Top state Democrats raise concerns about delay in counting early voting ballots
Two of the General Assembly’s highest-ranking Democrats are raising concerns over how municipal voting workers will deal with the stacks of sealed early voting ballots they need to count on Election Day.
In a Friday letter to Connecticut Secretary of the State Stephanie Thomas, Senate President Pro Tempore Martin Looney and Majority Leader Bob Duff noted that approximately 198,000 ballots had been cast as of Thursday during just the first four days of early voting in the state. This is in addition to 68,000 absentee ballots.
“And we still have 10 more days of early voting,” the letter noted, warning that local registrars of voters will be “inundated with opening and counting” possibly tens of thousands of early ballots on Election Day, Nov. 5.
“We believe it is of the utmost importance that your office be prepared to offer any and all assistance and guidance to local registrars in the quick and accurate tallying of early votes,” Looney and Duff wrote. “We look forward to hearing from you as soon as possible regarding a plan.”
This year marks the first time early voting is being offered in Connecticut.
Unlike Election Day voting, when ballots are fed directly into a vote counting machines, those participating in early voting place their completed ballots into envelopes and seal them.
Those envelopes must be opened and the tri-folded ballots flattened before they are fed into tabulators on Election Day, New London Democratic Registrar Rich Martin said on Friday afternoon.
“Those sounds like little things, but they can be time consuming when you’re dealing with so many ballots,” he said. “Our hope is to begin the pre-work ― the unsealing and flattening ― on Election Day morning and then put them through to be counted.”
Martin said the number of early ballots will determine what time counting will begin on Election Day. He said, if necessary, the city’s six-person poll team will be supplemented with more personnel.
In East Lyme, early voting turnout exceeded even the most optimistic expectations of Democratic Registrar Wendi Sims. Even after pre-ordering 4,000 ballots ― 900 more than the state recommended ― she just sent out for 3,000 more to keep up with demand.
“The volume has just been wild,” she said Friday afternoon.
Sims said she doesn’t expect any issues with early vote counting on Election Day.
“We already hired eight extra people to handle absentee ballots and we’ll convert six of them ― three teams of two ― to opening the early voting envelopes on Election Day. Then we’ll probably assign someone to sit and just feed those ballots into the machine.”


Task instructions >> Every line below that holds "sensation" must be copied.

(Supplied entries Opens)

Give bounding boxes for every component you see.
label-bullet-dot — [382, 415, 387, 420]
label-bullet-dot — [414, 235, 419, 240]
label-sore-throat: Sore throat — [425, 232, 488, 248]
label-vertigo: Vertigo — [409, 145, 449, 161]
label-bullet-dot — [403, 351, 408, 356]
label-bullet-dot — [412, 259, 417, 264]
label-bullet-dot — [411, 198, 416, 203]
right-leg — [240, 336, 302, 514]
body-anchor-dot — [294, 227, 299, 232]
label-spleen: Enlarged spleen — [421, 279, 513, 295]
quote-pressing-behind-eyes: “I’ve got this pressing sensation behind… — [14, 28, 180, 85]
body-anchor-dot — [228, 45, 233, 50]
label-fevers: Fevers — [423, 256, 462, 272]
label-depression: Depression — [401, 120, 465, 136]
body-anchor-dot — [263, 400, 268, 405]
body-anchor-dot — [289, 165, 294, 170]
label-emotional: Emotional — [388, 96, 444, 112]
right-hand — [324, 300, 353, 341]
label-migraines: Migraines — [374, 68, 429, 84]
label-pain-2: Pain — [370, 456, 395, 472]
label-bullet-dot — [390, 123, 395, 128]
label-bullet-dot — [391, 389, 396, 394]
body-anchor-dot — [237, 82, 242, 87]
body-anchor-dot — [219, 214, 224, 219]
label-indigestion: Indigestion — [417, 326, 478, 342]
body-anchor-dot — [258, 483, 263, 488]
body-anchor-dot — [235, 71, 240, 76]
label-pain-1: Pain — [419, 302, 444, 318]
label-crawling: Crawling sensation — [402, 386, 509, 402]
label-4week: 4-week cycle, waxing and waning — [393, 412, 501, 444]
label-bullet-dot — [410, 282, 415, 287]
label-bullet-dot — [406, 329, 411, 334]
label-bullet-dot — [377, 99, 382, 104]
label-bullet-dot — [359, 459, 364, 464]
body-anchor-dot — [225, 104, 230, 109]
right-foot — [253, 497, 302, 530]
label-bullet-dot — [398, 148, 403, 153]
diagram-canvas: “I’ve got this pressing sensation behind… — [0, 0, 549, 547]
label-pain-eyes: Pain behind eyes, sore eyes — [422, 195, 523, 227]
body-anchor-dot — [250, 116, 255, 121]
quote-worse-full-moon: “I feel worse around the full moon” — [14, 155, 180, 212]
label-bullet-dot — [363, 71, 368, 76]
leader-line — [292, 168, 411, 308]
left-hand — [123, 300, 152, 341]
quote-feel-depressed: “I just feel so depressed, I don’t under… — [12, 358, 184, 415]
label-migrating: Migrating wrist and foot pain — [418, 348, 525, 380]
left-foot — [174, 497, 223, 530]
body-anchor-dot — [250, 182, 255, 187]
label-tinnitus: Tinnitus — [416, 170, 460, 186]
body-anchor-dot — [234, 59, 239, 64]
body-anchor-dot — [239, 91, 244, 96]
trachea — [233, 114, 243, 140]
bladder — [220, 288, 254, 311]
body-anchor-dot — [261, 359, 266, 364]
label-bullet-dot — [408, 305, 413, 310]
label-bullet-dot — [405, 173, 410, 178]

(Supplied entries Closes)

Response area >>
quote-pressing-behind-eyes: “I’ve got this pressing sensation behind… — [14, 28, 180, 85]
label-crawling: Crawling sensation — [402, 386, 509, 402]
diagram-canvas: “I’ve got this pressing sensation behind… — [0, 0, 549, 547]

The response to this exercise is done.